The Patient Protection and Affordable Care Act required about $18.1 billion in reductions to Medicaid DSH payments from fiscal years 2014 to 2020. The idea is that hospitals serving low-income patients will benefit from having more of their patients covered by Medicaid under the law, and won't need the DSH payments as much. The reductions also were intended to help offset the cost of the of the Medicaid expansion to adults with incomes of up to 138% of the federal poverty level. But the benefit to hospitals of the Medicaid expansion was narrowed by the 2012 U.S. Supreme Court rule allowing states to opt out of the Medicaid expansion, and about half the states have done so. Nevertheless, hospitals in those states still face the DSH payment cuts.
The final rule released Friday is closely aligned with the agency's proposed regulation in May and includes a reduction methodology only for fiscal years 2014 and 2015. The CMS plans to revisit the way it calculates Medicaid DSH payments and issue new rules in 2016 and beyond.
In the next two years, the federal share of Medicaid DSH payments will be reduced by $1.1 billion, including a $500 million reduction in 2014 and a $600 million decrease in 2015. The ACA included five factors that the reduction methodology must follow, including one that says states that do not target their DSH payments to hospitals with high levels of uncompensated care will receive larger reductions. The same is true for states that don't target their payments to hospitals with higher volumes of Medicaid patients. And states with the lowest percentages of uninsured patients will receive larger reductions.
America's Essential Hospitals, a trade group that represents safety net providers, praised the administration's cautious approach.
"But in light of the Supreme Court's decision that rendered the Medicaid expansion optional for states, the level of Medicaid DSH cuts in existing law can no longer be justified," Xiaoyi Huang, a spokeswoman for the association, said in a statement.
"Not only should CMS closely monitor the impact of cuts on the essential hospitals that care for society's most vulnerable, but the cuts should be delayed until policymakers can better understand the current and ongoing needs of patients who rely on this critical program and the hospitals that care for them," Huang said.
According to the 84-page regulation, the CMS received 87 public comments from state Medicaid agencies, provider associations and individual providers.
“The final rule is substantively the same as the method in the proposed rule, but includes some technical updates, corrections and clarifications after reviewing the public comments…” the rule said.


WORK TO BE COMPLETED
Extract the records in full, leaving every picture out.

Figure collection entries
*** Begin section ***

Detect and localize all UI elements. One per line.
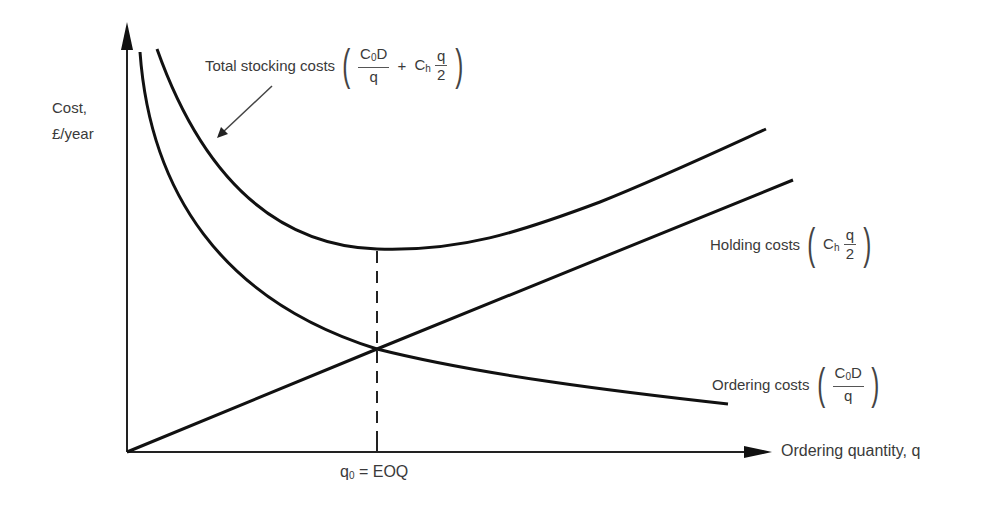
total-label-pointer [222, 86, 272, 133]
total-cost-text: Total stocking costs [205, 57, 335, 74]
ordering-fraction: C0D q [833, 364, 864, 405]
y-axis-arrow-icon [121, 22, 133, 50]
total-cost-label: Total stocking costs ( C0D q + Ch q 2 ) [205, 43, 466, 87]
open-paren: ( [808, 222, 816, 266]
holding-cost-text: Holding costs [710, 236, 800, 253]
eoq-q: q [340, 463, 349, 480]
eoq-label: q0 = EOQ [340, 463, 408, 481]
c-symbol: C [360, 45, 371, 62]
x-axis-label: Ordering quantity, q [781, 442, 920, 460]
ch-sub: h [834, 242, 840, 253]
close-paren: ) [871, 362, 879, 406]
holding-fraction: q 2 [844, 226, 856, 263]
close-paren: ) [863, 222, 871, 266]
q-denominator: q [833, 387, 864, 405]
ordering-cost-curve [140, 52, 728, 404]
q-denominator: q [358, 68, 389, 86]
two-denominator: 2 [435, 66, 447, 84]
holding-cost-line [127, 180, 793, 452]
ch-sub: h [425, 63, 431, 74]
q-numerator: q [435, 47, 447, 66]
y-axis-label-line2: £/year [52, 121, 94, 147]
ch-symbol: Ch [414, 56, 430, 74]
open-paren: ( [343, 43, 351, 87]
open-paren: ( [817, 362, 825, 406]
q-numerator: q [844, 226, 856, 245]
y-axis-label: Cost, £/year [52, 95, 94, 147]
c-symbol: C [835, 364, 846, 381]
plus-sign: + [397, 57, 406, 74]
ordering-fraction: C0D q [358, 45, 389, 86]
ordering-cost-text: Ordering costs [712, 376, 810, 393]
holding-cost-label: Holding costs ( Ch q 2 ) [710, 222, 875, 266]
ch-c: C [414, 56, 425, 73]
two-denominator: 2 [844, 245, 856, 263]
holding-fraction: q 2 [435, 47, 447, 84]
x-axis-arrow-icon [744, 446, 772, 458]
d-symbol: D [376, 45, 387, 62]
eoq-rest: = EOQ [354, 463, 408, 480]
close-paren: ) [455, 43, 463, 87]
ch-c: C [823, 235, 834, 252]
y-axis-label-line1: Cost, [52, 95, 94, 121]
ch-symbol: Ch [823, 235, 839, 253]
d-symbol: D [851, 364, 862, 381]
ordering-cost-label: Ordering costs ( C0D q ) [712, 362, 883, 406]
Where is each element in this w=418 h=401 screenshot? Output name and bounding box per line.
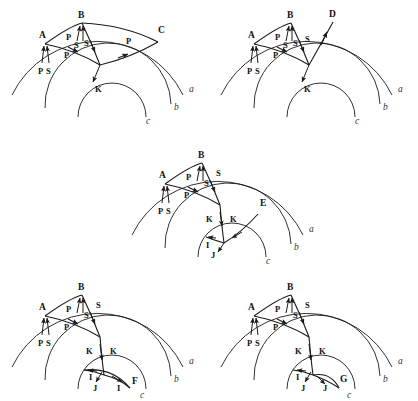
arrow-p-at-b: [197, 166, 200, 181]
label-layer-b: b: [294, 242, 299, 252]
arrow-p-at-a: [42, 46, 44, 63]
label-B: B: [78, 10, 85, 20]
arrow-p-at-a: [162, 186, 164, 203]
label-F: F: [132, 376, 138, 386]
label-S-at-b: S: [293, 38, 298, 48]
ray-path-ab-lower: [254, 44, 309, 65]
ray-path-ab-lower: [45, 316, 100, 337]
label-A: A: [39, 302, 46, 312]
label-P-at-b: P: [186, 172, 191, 182]
arrow-p-at-b: [286, 26, 289, 41]
label-S-at-a: S: [46, 66, 51, 76]
label-K: K: [95, 84, 102, 94]
label-layer-b: b: [174, 102, 179, 112]
label-I-right: I: [117, 383, 121, 393]
label-S-at-a: S: [46, 338, 51, 348]
label-P-at-a: P: [38, 66, 43, 76]
panel-4: A B F P S P S P S K K I J I a b c: [12, 282, 194, 400]
label-B: B: [287, 10, 294, 20]
arrow-p-at-a: [251, 318, 253, 335]
label-P-right: P: [126, 36, 131, 46]
inner-core-arc-c: [78, 83, 146, 117]
label-S-right: S: [96, 300, 101, 310]
label-K-left: K: [206, 214, 213, 224]
ray-path-upper: [165, 163, 202, 184]
label-S-at-a: S: [255, 66, 260, 76]
label-P-at-b: P: [66, 304, 71, 314]
label-layer-c: c: [347, 390, 352, 400]
ray-path-upper: [45, 295, 82, 316]
label-layer-c: c: [140, 390, 145, 400]
label-layer-a: a: [398, 356, 403, 366]
label-J-left: J: [301, 383, 306, 393]
label-K-right: K: [230, 214, 237, 224]
label-layer-c: c: [355, 116, 360, 126]
label-P-at-a: P: [247, 338, 252, 348]
label-P-branch: P: [273, 322, 278, 332]
label-S-branch: S: [283, 40, 288, 50]
label-B: B: [287, 282, 294, 292]
label-layer-a: a: [189, 84, 194, 94]
label-K-left: K: [295, 346, 302, 356]
label-S-at-a: S: [255, 338, 260, 348]
label-P-at-a: P: [38, 338, 43, 348]
label-layer-b: b: [383, 374, 388, 384]
label-A: A: [248, 302, 255, 312]
arrow-p-at-a: [42, 318, 44, 335]
label-K-right: K: [110, 346, 117, 356]
seismic-ray-path-figure: A B C P S P S P S P K a b c A B D P S: [0, 0, 418, 401]
label-C: C: [158, 25, 165, 35]
label-layer-a: a: [309, 224, 314, 234]
label-S-at-b: S: [84, 38, 89, 48]
label-S-at-a: S: [166, 206, 171, 216]
label-P-at-b: P: [275, 304, 280, 314]
label-layer-c: c: [146, 116, 151, 126]
label-P-branch: P: [273, 50, 278, 60]
label-I-left: I: [89, 372, 93, 382]
ray-path-ab-lower: [254, 316, 309, 337]
label-layer-c: c: [266, 256, 271, 266]
label-K-right: K: [319, 346, 326, 356]
label-layer-b: b: [174, 374, 179, 384]
label-S-at-b: S: [293, 310, 298, 320]
label-B: B: [78, 282, 85, 292]
label-J: J: [211, 250, 216, 260]
ray-path-c-upper: [82, 23, 158, 42]
label-K-left: K: [86, 346, 93, 356]
inner-core-arc-c: [287, 83, 355, 117]
arrow-p-at-b: [286, 298, 289, 313]
ray-arrow-k-up: [232, 232, 242, 238]
label-I: I: [296, 372, 300, 382]
arrow-p-at-b: [77, 298, 80, 313]
label-P-branch: P: [64, 322, 69, 332]
label-E: E: [260, 198, 266, 208]
label-layer-b: b: [383, 102, 388, 112]
panel-3: A B E P S P S P S K K I J a b c: [132, 150, 314, 266]
panel-2: A B D P S P S P S S K a b c: [221, 9, 403, 126]
label-A: A: [248, 30, 255, 40]
label-A: A: [39, 30, 46, 40]
label-B: B: [198, 150, 205, 160]
label-P-at-a: P: [158, 206, 163, 216]
label-S-right: S: [216, 168, 221, 178]
arrow-p-at-a: [251, 46, 253, 63]
label-P-branch: P: [184, 190, 189, 200]
label-S-branch: S: [74, 40, 79, 50]
arrow-p-at-b: [77, 26, 80, 41]
label-S-at-b: S: [204, 178, 209, 188]
label-layer-a: a: [189, 356, 194, 366]
ray-path-ab-lower: [45, 44, 100, 65]
panel-1: A B C P S P S P S P K a b c: [12, 10, 194, 126]
label-P-branch: P: [64, 50, 69, 60]
label-P-at-b: P: [275, 32, 280, 42]
label-S-right: S: [305, 34, 310, 44]
label-S-right: S: [305, 300, 310, 310]
ray-path-upper: [254, 295, 291, 316]
arrow-k: [93, 65, 100, 82]
label-P-at-a: P: [247, 66, 252, 76]
ray-path-ab-lower: [165, 184, 220, 205]
label-G: G: [340, 374, 348, 384]
panel-5: A B G P S P S P S K K I J J a b c: [221, 282, 403, 400]
arrow-k: [302, 65, 309, 82]
figure-canvas: A B C P S P S P S P K a b c A B D P S: [0, 0, 418, 401]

*** End section ***

RESULT FOR THIS EXERCISE
Detect and localize all UI elements. One per line.
total-label-pointer [222, 86, 272, 133]
total-cost-text: Total stocking costs [205, 57, 335, 74]
ordering-fraction: C0D q [833, 364, 864, 405]
y-axis-arrow-icon [121, 22, 133, 50]
total-cost-label: Total stocking costs ( C0D q + Ch q 2 ) [205, 43, 466, 87]
open-paren: ( [808, 222, 816, 266]
holding-cost-text: Holding costs [710, 236, 800, 253]
eoq-q: q [340, 463, 349, 480]
eoq-label: q0 = EOQ [340, 463, 408, 481]
c-symbol: C [360, 45, 371, 62]
x-axis-label: Ordering quantity, q [781, 442, 920, 460]
ch-sub: h [834, 242, 840, 253]
close-paren: ) [871, 362, 879, 406]
holding-fraction: q 2 [844, 226, 856, 263]
close-paren: ) [863, 222, 871, 266]
q-denominator: q [833, 387, 864, 405]
ordering-cost-curve [140, 52, 728, 404]
q-denominator: q [358, 68, 389, 86]
two-denominator: 2 [435, 66, 447, 84]
holding-cost-line [127, 180, 793, 452]
ch-sub: h [425, 63, 431, 74]
q-numerator: q [435, 47, 447, 66]
y-axis-label-line2: £/year [52, 121, 94, 147]
ch-symbol: Ch [414, 56, 430, 74]
open-paren: ( [343, 43, 351, 87]
open-paren: ( [817, 362, 825, 406]
q-numerator: q [844, 226, 856, 245]
y-axis-label: Cost, £/year [52, 95, 94, 147]
c-symbol: C [835, 364, 846, 381]
plus-sign: + [397, 57, 406, 74]
ordering-fraction: C0D q [358, 45, 389, 86]
ordering-cost-text: Ordering costs [712, 376, 810, 393]
holding-cost-label: Holding costs ( Ch q 2 ) [710, 222, 875, 266]
ch-c: C [414, 56, 425, 73]
two-denominator: 2 [844, 245, 856, 263]
holding-fraction: q 2 [435, 47, 447, 84]
x-axis-arrow-icon [744, 446, 772, 458]
d-symbol: D [376, 45, 387, 62]
eoq-rest: = EOQ [354, 463, 408, 480]
close-paren: ) [455, 43, 463, 87]
ch-c: C [823, 235, 834, 252]
y-axis-label-line1: Cost, [52, 95, 94, 121]
ch-symbol: Ch [823, 235, 839, 253]
d-symbol: D [851, 364, 862, 381]
ordering-cost-label: Ordering costs ( C0D q ) [712, 362, 883, 406]
Where is each element in this w=418 h=401 screenshot? Output name and bounding box per line.
arrow-p-at-b: [197, 166, 200, 181]
label-layer-b: b: [294, 242, 299, 252]
arrow-p-at-a: [42, 46, 44, 63]
label-B: B: [78, 10, 85, 20]
arrow-p-at-a: [162, 186, 164, 203]
label-F: F: [132, 376, 138, 386]
label-S-at-b: S: [293, 38, 298, 48]
ray-path-ab-lower: [254, 44, 309, 65]
ray-path-ab-lower: [45, 316, 100, 337]
label-A: A: [39, 302, 46, 312]
label-P-at-b: P: [186, 172, 191, 182]
arrow-p-at-b: [286, 26, 289, 41]
label-S-at-a: S: [46, 66, 51, 76]
label-K: K: [95, 84, 102, 94]
label-layer-b: b: [174, 102, 179, 112]
label-I-right: I: [117, 383, 121, 393]
label-S-at-a: S: [46, 338, 51, 348]
label-P-at-a: P: [38, 66, 43, 76]
panel-4: A B F P S P S P S K K I J I a b c: [12, 282, 194, 400]
label-B: B: [287, 10, 294, 20]
arrow-p-at-a: [251, 318, 253, 335]
label-P-right: P: [126, 36, 131, 46]
inner-core-arc-c: [78, 83, 146, 117]
label-S-right: S: [96, 300, 101, 310]
label-K-left: K: [206, 214, 213, 224]
ray-path-upper: [165, 163, 202, 184]
label-S-at-a: S: [255, 66, 260, 76]
label-P-at-b: P: [66, 304, 71, 314]
label-layer-c: c: [347, 390, 352, 400]
ray-path-upper: [45, 295, 82, 316]
label-layer-c: c: [140, 390, 145, 400]
label-layer-a: a: [398, 356, 403, 366]
label-J-left: J: [301, 383, 306, 393]
label-K-right: K: [230, 214, 237, 224]
label-layer-c: c: [355, 116, 360, 126]
label-P-at-a: P: [247, 338, 252, 348]
label-P-branch: P: [273, 322, 278, 332]
label-S-branch: S: [283, 40, 288, 50]
label-B: B: [287, 282, 294, 292]
label-layer-a: a: [189, 84, 194, 94]
label-K-left: K: [295, 346, 302, 356]
label-S-at-a: S: [255, 338, 260, 348]
label-P-at-a: P: [38, 338, 43, 348]
label-layer-b: b: [383, 374, 388, 384]
label-A: A: [248, 302, 255, 312]
arrow-p-at-a: [42, 318, 44, 335]
label-K-right: K: [110, 346, 117, 356]
seismic-ray-path-figure: A B C P S P S P S P K a b c A B D P S: [0, 0, 418, 401]
label-C: C: [158, 25, 165, 35]
label-layer-a: a: [309, 224, 314, 234]
label-S-at-b: S: [84, 38, 89, 48]
label-S-at-a: S: [166, 206, 171, 216]
label-P-at-b: P: [275, 304, 280, 314]
label-layer-c: c: [146, 116, 151, 126]
label-P-branch: P: [273, 50, 278, 60]
label-I-left: I: [89, 372, 93, 382]
ray-path-ab-lower: [254, 316, 309, 337]
label-layer-c: c: [266, 256, 271, 266]
label-K-right: K: [319, 346, 326, 356]
label-layer-b: b: [174, 374, 179, 384]
label-S-at-b: S: [293, 310, 298, 320]
label-B: B: [78, 282, 85, 292]
label-J: J: [211, 250, 216, 260]
ray-path-c-upper: [82, 23, 158, 42]
label-K-left: K: [86, 346, 93, 356]
inner-core-arc-c: [287, 83, 355, 117]
arrow-p-at-b: [286, 298, 289, 313]
ray-arrow-k-up: [232, 232, 242, 238]
label-I: I: [296, 372, 300, 382]
arrow-p-at-b: [77, 298, 80, 313]
label-P-branch: P: [64, 322, 69, 332]
label-E: E: [260, 198, 266, 208]
label-layer-b: b: [383, 102, 388, 112]
panel-3: A B E P S P S P S K K I J a b c: [132, 150, 314, 266]
panel-2: A B D P S P S P S S K a b c: [221, 9, 403, 126]
label-A: A: [248, 30, 255, 40]
label-A: A: [39, 30, 46, 40]
label-B: B: [198, 150, 205, 160]
label-P-at-a: P: [158, 206, 163, 216]
label-S-right: S: [216, 168, 221, 178]
arrow-p-at-a: [251, 46, 253, 63]
label-P-branch: P: [184, 190, 189, 200]
label-S-branch: S: [74, 40, 79, 50]
arrow-p-at-b: [77, 26, 80, 41]
label-S-at-b: S: [204, 178, 209, 188]
label-layer-a: a: [189, 356, 194, 366]
ray-path-ab-lower: [45, 44, 100, 65]
panel-1: A B C P S P S P S P K a b c: [12, 10, 194, 126]
label-P-branch: P: [64, 50, 69, 60]
label-P-at-b: P: [275, 32, 280, 42]
label-S-right: S: [305, 34, 310, 44]
label-S-right: S: [305, 300, 310, 310]
ray-path-upper: [254, 295, 291, 316]
arrow-k: [93, 65, 100, 82]
label-P-at-a: P: [247, 66, 252, 76]
ray-path-ab-lower: [165, 184, 220, 205]
label-G: G: [340, 374, 348, 384]
panel-5: A B G P S P S P S K K I J J a b c: [221, 282, 403, 400]
arrow-k: [302, 65, 309, 82]
figure-canvas: A B C P S P S P S P K a b c A B D P S: [0, 0, 418, 401]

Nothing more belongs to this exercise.